Luke
Luke

Reputation: 23

LDAP SIze Limit Exceeded - Catch Warning

I get this error while using LDAP , i know that my maximum number is 25.

Warning: ldap_search() [function.ldap-search]: Partial search results returned: Sizelimit exceeded in

How can I catch this and output the partial results and display that there were to many results. Or Can i just display there were to many results?

Any ideas?

Upvotes: 1

Views: 8107

Answers (2)

AlexandreRW
AlexandreRW

Reputation: 21

$resource = ldap_search( $link_identifier, $base_dn, $filter );
if ( ldap_errno( $link_identifier ) === 4 )
    echo 'Partial search results returned';

or

$resource = ldap_search( $link_identifier, $base_dn, $filter );
if ( strtoupper( ldap_error( $link_identifier ) ) === 'SIZE LIMIT EXCEEDED' )
    echo 'Partial search results returned';

Upvotes: 0

Terry Gardner
Terry Gardner

Reputation: 11132

The directory server imposes a limit on:

  • the number of objects to return from a search
  • the amount of time spent on a search
  • the number of entries to examine when creating the candidate list

Depending on the server, the limits can be imposed by global configuration, via a client connection policy, or based on the authentication identity. The result in the search response indicates that a partial number of results were returned to the client. The client can (and should) impose a size limit and a time limit as part of a search request, but these limits, known as client-requested limits, cannot override the server limits.

A correctly coded API will return entries up to sizelimit number of entries. In other words, if there are 3 entries that match search parameters, the client sets a client-requested size limit of 2, the server will return 2 entries (in any order, LDAP entries are not ordered, that is, the ordering is not repeatable) and set the search result code to 'size limit exceeded'.
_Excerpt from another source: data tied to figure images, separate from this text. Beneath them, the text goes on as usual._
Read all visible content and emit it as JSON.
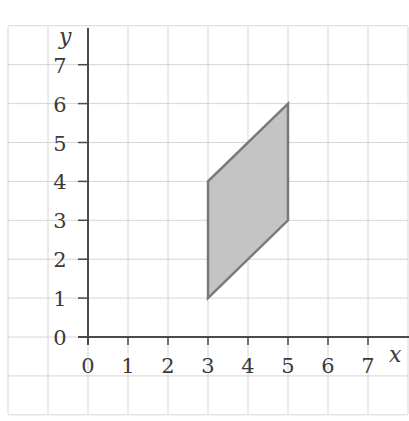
{
  "chart_data": {
    "type": "diagram",
    "title": "",
    "xlabel": "x",
    "ylabel": "y",
    "xlim": [
      -2,
      8
    ],
    "ylim": [
      -2,
      8
    ],
    "grid": true,
    "x_ticks": [
      "0",
      "1",
      "2",
      "3",
      "4",
      "5",
      "6",
      "7"
    ],
    "y_ticks": [
      "0",
      "1",
      "2",
      "3",
      "4",
      "5",
      "6",
      "7"
    ],
    "shapes": [
      {
        "name": "parallelogram",
        "fill": "#c4c4c4",
        "stroke": "#7a7a7a",
        "vertices": [
          [
            3,
            1
          ],
          [
            3,
            4
          ],
          [
            5,
            6
          ],
          [
            5,
            3
          ]
        ]
      }
    ]
  },
  "axes": {
    "x_label": "x",
    "y_label": "y",
    "x_ticks": [
      "0",
      "1",
      "2",
      "3",
      "4",
      "5",
      "6",
      "7"
    ],
    "y_ticks": [
      "0",
      "1",
      "2",
      "3",
      "4",
      "5",
      "6",
      "7"
    ]
  },
  "colors": {
    "grid": "#d6d6d6",
    "axis": "#4a4a4a",
    "shape_fill": "#c4c4c4",
    "shape_stroke": "#7a7a7a"
  }
}
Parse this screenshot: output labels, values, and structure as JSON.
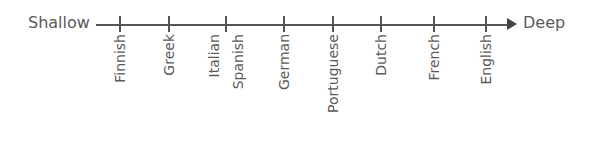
{
  "diagram": {
    "left_label": "Shallow",
    "right_label": "Deep",
    "items": [
      {
        "label": "Finnish",
        "x": 120
      },
      {
        "label": "Greek",
        "x": 169
      },
      {
        "label": "Italian",
        "x": 214
      },
      {
        "label": "Spanish",
        "x": 238
      },
      {
        "label": "German",
        "x": 284
      },
      {
        "label": "Portuguese",
        "x": 333
      },
      {
        "label": "Dutch",
        "x": 381
      },
      {
        "label": "French",
        "x": 434
      },
      {
        "label": "English",
        "x": 486
      }
    ],
    "ticks": [
      120,
      169,
      226,
      284,
      333,
      381,
      434,
      486
    ]
  }
}
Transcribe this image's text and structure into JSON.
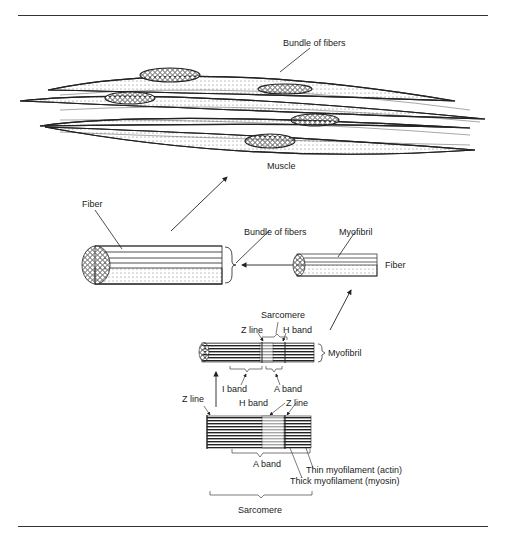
{
  "figure": {
    "type": "anatomical-diagram"
  },
  "labels": {
    "muscle_bundle": "Bundle of fibers",
    "muscle": "Muscle",
    "fiber_left": "Fiber",
    "bundle_of_fibers": "Bundle of fibers",
    "myofibril_top": "Myofibril",
    "fiber_right": "Fiber",
    "sarcomere_top": "Sarcomere",
    "z_line_top": "Z line",
    "h_band_top": "H band",
    "myofibril_side": "Myofibril",
    "i_band": "I band",
    "a_band_top": "A band",
    "z_line_left": "Z line",
    "h_band_bottom": "H band",
    "z_line_right": "Z line",
    "a_band_bottom": "A band",
    "thin_myofilament": "Thin myofilament (actin)",
    "thick_myofilament": "Thick myofilament (myosin)",
    "sarcomere_bottom": "Sarcomere"
  },
  "colors": {
    "ink": "#222222",
    "background": "#ffffff"
  }
}
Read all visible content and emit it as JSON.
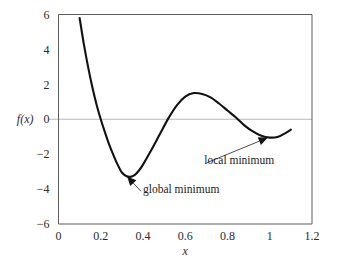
{
  "chart_data": {
    "type": "line",
    "title": "",
    "xlabel": "x",
    "ylabel": "f(x)",
    "xlim": [
      0,
      1.2
    ],
    "ylim": [
      -6,
      6
    ],
    "x_ticks": [
      "0",
      "0.2",
      "0.4",
      "0.6",
      "0.8",
      "1",
      "1.2"
    ],
    "x_tick_values": [
      0,
      0.2,
      0.4,
      0.6,
      0.8,
      1.0,
      1.2
    ],
    "y_ticks": [
      "6",
      "4",
      "2",
      "0",
      "−2",
      "−4",
      "−6"
    ],
    "y_tick_values": [
      6,
      4,
      2,
      0,
      -2,
      -4,
      -6
    ],
    "grid": false,
    "zero_line": true,
    "legend": null,
    "series": [
      {
        "name": "f(x)",
        "color": "#121212",
        "x": [
          0.1,
          0.12,
          0.14,
          0.16,
          0.18,
          0.2,
          0.22,
          0.24,
          0.26,
          0.28,
          0.3,
          0.32,
          0.34,
          0.36,
          0.38,
          0.4,
          0.44,
          0.48,
          0.52,
          0.56,
          0.6,
          0.64,
          0.68,
          0.72,
          0.76,
          0.8,
          0.84,
          0.88,
          0.92,
          0.96,
          1.0,
          1.04,
          1.08,
          1.1
        ],
        "y": [
          5.8,
          4.3,
          3.0,
          1.85,
          0.85,
          0.0,
          -0.75,
          -1.45,
          -2.05,
          -2.6,
          -3.05,
          -3.25,
          -3.3,
          -3.2,
          -2.95,
          -2.6,
          -1.75,
          -0.85,
          0.05,
          0.8,
          1.3,
          1.5,
          1.45,
          1.25,
          0.9,
          0.5,
          0.1,
          -0.35,
          -0.7,
          -0.95,
          -1.05,
          -1.0,
          -0.75,
          -0.6
        ]
      }
    ],
    "annotations": [
      {
        "label": "global minimum",
        "point_x": 0.325,
        "point_y": -3.28,
        "text_x": 0.4,
        "text_y": -4.25
      },
      {
        "label": "local minimum",
        "point_x": 0.99,
        "point_y": -1.06,
        "text_x": 0.69,
        "text_y": -2.55
      }
    ],
    "colors": {
      "curve": "#121212",
      "frame": "#5c5c5c",
      "zero_line": "#b9b9b9",
      "text": "#1a1a1a",
      "background": "#ffffff"
    }
  }
}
While it might be common knowledge that AD uses 1000, applications must not be coded with knowledge of server vendor, version, or configuration. Doing so is bad form, not professional, and results in brittle, unmaintainable code. Code your applications as it the server to which you connect is a generic LDAP server that is fully compliant with the the LDAP Directorate's standards at IETF.

My blog entry has some discussion about search request and search response, and I have also created a LDAP: Programming Practices article.